Autopilot is a Python framework to perform behavioral experiments with one or many Raspberry Pis.

Its distributed structure allows arbitrary numbers and combinations of hardware components to be used in an experiment, allowing users to perform complex, hardware-intensive experiments at scale.

Autopilot integrates every part of your experiment, including hardware operation, task logic, stimulus delivery, data management, and visualization of task progress – making experiments in behavioral neuroscience replicable from a single file.

For a detailed overview of Autopilot’s motivation, design, and structure, see our whitepaper.

What’s New (v0.3.0)

  • Autopilot has moved to Python 3!! (Tested on 3.6-3.8, but 3.7 is currently required because the Spinnaker SDK currently only has armhf binaries released for 3.7)

  • Capturing video with OpenCV and the Spinnaker SDK is now supported (See autopilot.hardware.cameras)

  • An I2C_9DOF motion sensor and the MLX90640 temperature sensor are now supported.

  • Timestamps from GPIO events are now microsecond-precise thanks to some modifications to the pigpio library

  • GPIO output timing is also microsecond-precise thanks to the use of pigpio scripts, so you can deliver exactly the reward volumes you intend <3

  • Hardware modules have been refactored into their own module, and have been almost wholly rebuilt to have sensible inheritance structure.

  • Networking modules are more efficient and automatically compress arrays (like video frames!) on transmission. Streaming is also easier now, check out Net_Node.get_stream() !

  • We now have a detailed development roadmap , so you can see the magnificent future we have planned.

  • We have created the autopilot-users discussion board for troubleshooting & coordinating community development :)

This documentation is very young and is very much a work in progress! Please submit an issue with any incompletenesses, confusion, or errors!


What you are asked to do:
Look through the data below. Pick out the lines holding the string "Constant".

Dataset records:
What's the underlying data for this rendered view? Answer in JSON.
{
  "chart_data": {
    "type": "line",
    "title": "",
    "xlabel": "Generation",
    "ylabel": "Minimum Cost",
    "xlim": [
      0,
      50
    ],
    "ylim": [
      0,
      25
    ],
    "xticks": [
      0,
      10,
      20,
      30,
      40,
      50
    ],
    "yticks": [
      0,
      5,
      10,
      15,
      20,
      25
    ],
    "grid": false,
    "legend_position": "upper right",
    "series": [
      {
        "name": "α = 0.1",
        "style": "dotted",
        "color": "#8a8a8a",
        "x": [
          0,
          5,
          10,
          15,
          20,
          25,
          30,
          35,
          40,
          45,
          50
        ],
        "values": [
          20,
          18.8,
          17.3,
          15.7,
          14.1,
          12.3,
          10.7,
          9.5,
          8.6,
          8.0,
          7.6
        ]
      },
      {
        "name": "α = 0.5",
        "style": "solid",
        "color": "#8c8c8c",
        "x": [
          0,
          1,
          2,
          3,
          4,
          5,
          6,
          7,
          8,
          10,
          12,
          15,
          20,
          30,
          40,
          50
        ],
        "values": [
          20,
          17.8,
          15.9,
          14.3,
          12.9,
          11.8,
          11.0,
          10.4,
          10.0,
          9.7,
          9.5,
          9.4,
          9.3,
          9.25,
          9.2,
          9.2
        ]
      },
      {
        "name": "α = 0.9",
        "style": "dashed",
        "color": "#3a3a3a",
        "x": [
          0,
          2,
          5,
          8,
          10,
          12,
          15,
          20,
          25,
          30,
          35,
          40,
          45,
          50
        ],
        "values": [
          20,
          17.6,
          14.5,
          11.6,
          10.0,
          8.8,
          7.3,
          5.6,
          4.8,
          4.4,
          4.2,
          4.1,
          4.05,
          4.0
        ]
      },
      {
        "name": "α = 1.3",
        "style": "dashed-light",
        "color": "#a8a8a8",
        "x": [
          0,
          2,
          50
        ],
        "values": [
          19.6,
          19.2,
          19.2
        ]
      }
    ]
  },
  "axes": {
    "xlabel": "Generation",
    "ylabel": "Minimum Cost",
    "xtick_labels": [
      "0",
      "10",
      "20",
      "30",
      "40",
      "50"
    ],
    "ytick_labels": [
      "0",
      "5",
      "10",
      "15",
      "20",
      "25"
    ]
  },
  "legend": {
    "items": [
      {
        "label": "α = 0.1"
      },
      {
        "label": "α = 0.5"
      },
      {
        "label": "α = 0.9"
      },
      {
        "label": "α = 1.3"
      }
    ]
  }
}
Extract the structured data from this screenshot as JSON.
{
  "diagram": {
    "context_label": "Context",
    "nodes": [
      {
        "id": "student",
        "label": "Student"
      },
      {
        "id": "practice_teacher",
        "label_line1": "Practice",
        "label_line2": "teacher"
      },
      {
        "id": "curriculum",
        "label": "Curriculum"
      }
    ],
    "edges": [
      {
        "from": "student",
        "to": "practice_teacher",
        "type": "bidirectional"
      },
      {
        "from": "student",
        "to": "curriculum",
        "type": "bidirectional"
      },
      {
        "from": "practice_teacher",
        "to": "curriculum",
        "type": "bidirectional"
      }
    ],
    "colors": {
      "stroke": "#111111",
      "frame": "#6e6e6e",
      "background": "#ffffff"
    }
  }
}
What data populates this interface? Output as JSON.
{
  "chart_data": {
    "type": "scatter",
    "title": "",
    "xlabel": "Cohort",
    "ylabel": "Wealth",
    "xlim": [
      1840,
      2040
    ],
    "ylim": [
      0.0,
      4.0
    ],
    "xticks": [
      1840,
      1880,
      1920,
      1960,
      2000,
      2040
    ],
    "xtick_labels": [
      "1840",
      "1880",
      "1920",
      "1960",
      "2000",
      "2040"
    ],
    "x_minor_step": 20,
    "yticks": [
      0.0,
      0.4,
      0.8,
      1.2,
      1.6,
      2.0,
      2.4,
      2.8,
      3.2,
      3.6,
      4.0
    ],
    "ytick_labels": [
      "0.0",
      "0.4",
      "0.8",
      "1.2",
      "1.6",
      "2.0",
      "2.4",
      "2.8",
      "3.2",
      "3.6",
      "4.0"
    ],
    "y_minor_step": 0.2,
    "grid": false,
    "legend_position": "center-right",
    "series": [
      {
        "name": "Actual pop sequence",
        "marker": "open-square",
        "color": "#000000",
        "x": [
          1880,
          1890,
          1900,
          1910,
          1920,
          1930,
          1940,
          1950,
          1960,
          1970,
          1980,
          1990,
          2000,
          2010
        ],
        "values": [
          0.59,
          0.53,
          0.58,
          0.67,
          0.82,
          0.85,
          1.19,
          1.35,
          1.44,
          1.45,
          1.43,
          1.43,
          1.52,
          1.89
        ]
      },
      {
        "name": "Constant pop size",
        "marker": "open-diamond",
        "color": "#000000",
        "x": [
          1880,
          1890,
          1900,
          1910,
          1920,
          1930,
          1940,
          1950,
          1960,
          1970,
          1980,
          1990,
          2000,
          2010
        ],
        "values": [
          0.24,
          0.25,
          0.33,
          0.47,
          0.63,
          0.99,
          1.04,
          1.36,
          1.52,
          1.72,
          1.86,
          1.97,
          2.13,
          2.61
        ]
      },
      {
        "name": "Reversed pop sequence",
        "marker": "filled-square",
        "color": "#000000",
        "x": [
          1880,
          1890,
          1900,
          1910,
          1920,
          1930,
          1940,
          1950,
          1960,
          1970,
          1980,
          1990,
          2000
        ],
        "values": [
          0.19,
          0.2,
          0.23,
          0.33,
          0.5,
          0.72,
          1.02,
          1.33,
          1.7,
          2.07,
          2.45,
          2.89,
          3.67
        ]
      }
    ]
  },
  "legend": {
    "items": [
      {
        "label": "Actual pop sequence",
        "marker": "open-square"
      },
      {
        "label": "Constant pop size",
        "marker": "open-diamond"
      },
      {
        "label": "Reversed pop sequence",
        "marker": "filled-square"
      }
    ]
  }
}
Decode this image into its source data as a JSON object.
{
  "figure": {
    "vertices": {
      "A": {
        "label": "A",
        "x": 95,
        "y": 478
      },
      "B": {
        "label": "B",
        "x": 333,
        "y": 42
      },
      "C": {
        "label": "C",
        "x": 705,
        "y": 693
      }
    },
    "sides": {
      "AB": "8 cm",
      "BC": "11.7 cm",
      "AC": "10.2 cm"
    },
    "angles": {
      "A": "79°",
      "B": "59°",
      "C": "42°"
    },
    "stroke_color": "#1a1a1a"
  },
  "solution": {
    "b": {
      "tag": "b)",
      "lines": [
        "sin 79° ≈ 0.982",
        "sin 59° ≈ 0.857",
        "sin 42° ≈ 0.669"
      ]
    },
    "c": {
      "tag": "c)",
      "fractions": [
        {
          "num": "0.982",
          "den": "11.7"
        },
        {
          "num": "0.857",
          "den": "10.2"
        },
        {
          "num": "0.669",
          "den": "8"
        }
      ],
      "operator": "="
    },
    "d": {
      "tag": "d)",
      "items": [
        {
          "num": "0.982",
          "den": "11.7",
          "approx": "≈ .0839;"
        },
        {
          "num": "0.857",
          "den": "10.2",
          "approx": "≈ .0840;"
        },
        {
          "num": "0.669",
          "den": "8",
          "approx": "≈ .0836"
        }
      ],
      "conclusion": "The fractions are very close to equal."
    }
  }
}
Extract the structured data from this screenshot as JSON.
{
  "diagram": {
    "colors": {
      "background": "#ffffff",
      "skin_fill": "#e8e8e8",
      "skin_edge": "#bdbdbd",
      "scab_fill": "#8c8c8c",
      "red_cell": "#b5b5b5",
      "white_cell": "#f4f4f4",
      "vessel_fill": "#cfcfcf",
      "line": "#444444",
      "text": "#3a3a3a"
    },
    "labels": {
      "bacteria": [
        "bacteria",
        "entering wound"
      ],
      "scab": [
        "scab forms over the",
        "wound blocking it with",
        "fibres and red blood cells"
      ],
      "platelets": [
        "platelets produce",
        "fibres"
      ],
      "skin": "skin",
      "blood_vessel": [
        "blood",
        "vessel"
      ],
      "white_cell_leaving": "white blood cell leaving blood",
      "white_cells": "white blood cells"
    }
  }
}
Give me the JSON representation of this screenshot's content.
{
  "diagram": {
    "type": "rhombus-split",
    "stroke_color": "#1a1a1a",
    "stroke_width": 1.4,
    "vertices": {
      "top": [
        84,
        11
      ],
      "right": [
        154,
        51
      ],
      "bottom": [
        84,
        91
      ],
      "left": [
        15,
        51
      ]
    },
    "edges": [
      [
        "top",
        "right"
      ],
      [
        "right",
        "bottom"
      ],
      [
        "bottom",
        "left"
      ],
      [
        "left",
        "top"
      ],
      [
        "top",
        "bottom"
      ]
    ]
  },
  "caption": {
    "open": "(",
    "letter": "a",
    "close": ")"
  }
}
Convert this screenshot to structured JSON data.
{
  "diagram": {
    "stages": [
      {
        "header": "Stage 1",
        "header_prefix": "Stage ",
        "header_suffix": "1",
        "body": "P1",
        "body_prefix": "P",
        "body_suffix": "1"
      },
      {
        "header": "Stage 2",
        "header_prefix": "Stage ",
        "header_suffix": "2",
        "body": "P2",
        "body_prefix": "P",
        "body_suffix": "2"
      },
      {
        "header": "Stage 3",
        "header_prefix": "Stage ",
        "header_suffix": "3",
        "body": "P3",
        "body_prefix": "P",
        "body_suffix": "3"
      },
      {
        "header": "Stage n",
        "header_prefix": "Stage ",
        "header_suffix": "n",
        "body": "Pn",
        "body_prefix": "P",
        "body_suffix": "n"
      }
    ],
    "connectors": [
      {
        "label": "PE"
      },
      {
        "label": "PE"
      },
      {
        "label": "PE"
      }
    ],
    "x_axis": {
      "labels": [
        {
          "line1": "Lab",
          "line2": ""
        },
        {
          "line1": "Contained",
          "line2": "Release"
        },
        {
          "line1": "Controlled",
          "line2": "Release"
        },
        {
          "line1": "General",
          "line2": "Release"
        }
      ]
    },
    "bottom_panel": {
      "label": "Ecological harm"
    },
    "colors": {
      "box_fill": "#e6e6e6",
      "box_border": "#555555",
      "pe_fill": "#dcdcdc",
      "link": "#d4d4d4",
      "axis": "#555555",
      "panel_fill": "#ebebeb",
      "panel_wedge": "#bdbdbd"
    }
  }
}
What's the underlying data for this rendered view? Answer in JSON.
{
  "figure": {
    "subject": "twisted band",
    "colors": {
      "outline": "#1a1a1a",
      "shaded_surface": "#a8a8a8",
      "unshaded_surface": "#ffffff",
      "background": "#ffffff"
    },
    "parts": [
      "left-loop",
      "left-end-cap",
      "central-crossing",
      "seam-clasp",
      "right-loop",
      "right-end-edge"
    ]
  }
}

Exercise solution:
        "name": "Constant pop size",
        "label": "Constant pop size",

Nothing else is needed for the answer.